Jesse Helms' Religious Bigotry - No Reproductive Health Information for Vodouisants
Published Monday, March 15, 1999, in the Miami Herald
U.S. subsidizing witchcraft, Helms complains
DON BOHNING
Herald Staff Writer
Sen. Jesse Helms, R-N.C., is accusing the U.S. Agency for International Development of
subsidizing witchcraft in Haiti -- and he wants it stopped.
Helms, chairman of the Senate Foreign Relations Committee, said in a Feb. 8 letter to Secretary
of State Madeleine Albright that the committee had spent a lot of time recently reviewing U.S. aid
programs to Haiti in light of ``President [Rene] Preval's most recent lurch backward toward
dictatorship.'' He cited in particular some population control efforts of which, he said, it's ``no
secret that these programs are far too often wrongheaded and wasteful.'' Still, he added, ``if the
administration insists on funding these programs I shall not stand in the way so long as you agree
to the following conditions'': That no funds go to any affiliate of the International Planned
Parenthood Federation in Haiti, including the local PROFAMIL organization.
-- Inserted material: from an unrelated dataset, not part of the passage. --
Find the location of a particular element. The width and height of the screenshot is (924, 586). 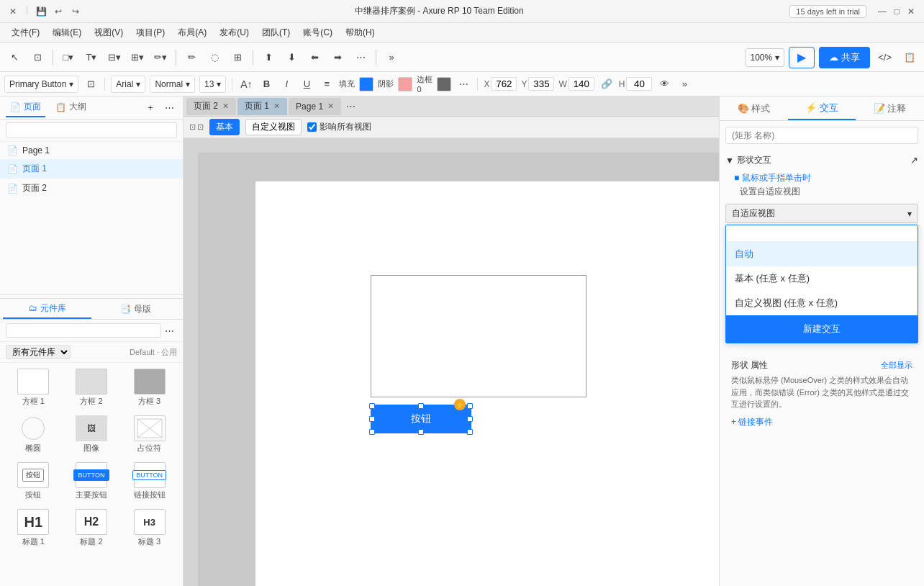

That no funds be
provided ``directly or indirectly to any group whose programs include producing material
intended to be used in a voodoo ceremony.''
Helms cited as the basis for his concern a recent exchange between U.S. AID and the Foreign
Relations Committee, in which AID was asked if it provided ``any assistance to any group, like
IPPF's affiliate PROFAMIL, which, according to IPPF's 1995 Annual Report, undertook `a
campaign to reach voodoo followers with sexual and reproductive health information . . . by
performing short song-prayers about STDs [sexually transmitted diseases] and the benefits of
family planning during voodoo ceremonies.' '
AID acknowledged providing $295,000 from April 1998 to March 1999 to PROFAMIL. The
agency said many AID ``partners and implementing organizations use this important social
network [voodoo ceremonies] as the medium for disseminating health sector messages and
information.'' That means, said Helms, that AID ``is funding programs that endorse or legitimize
what amounts to witchcraft.''
AID defended its family planning programs as ``very successful'' in what is the hemisphere's most
densely populated country but agreed to Helms' conditions.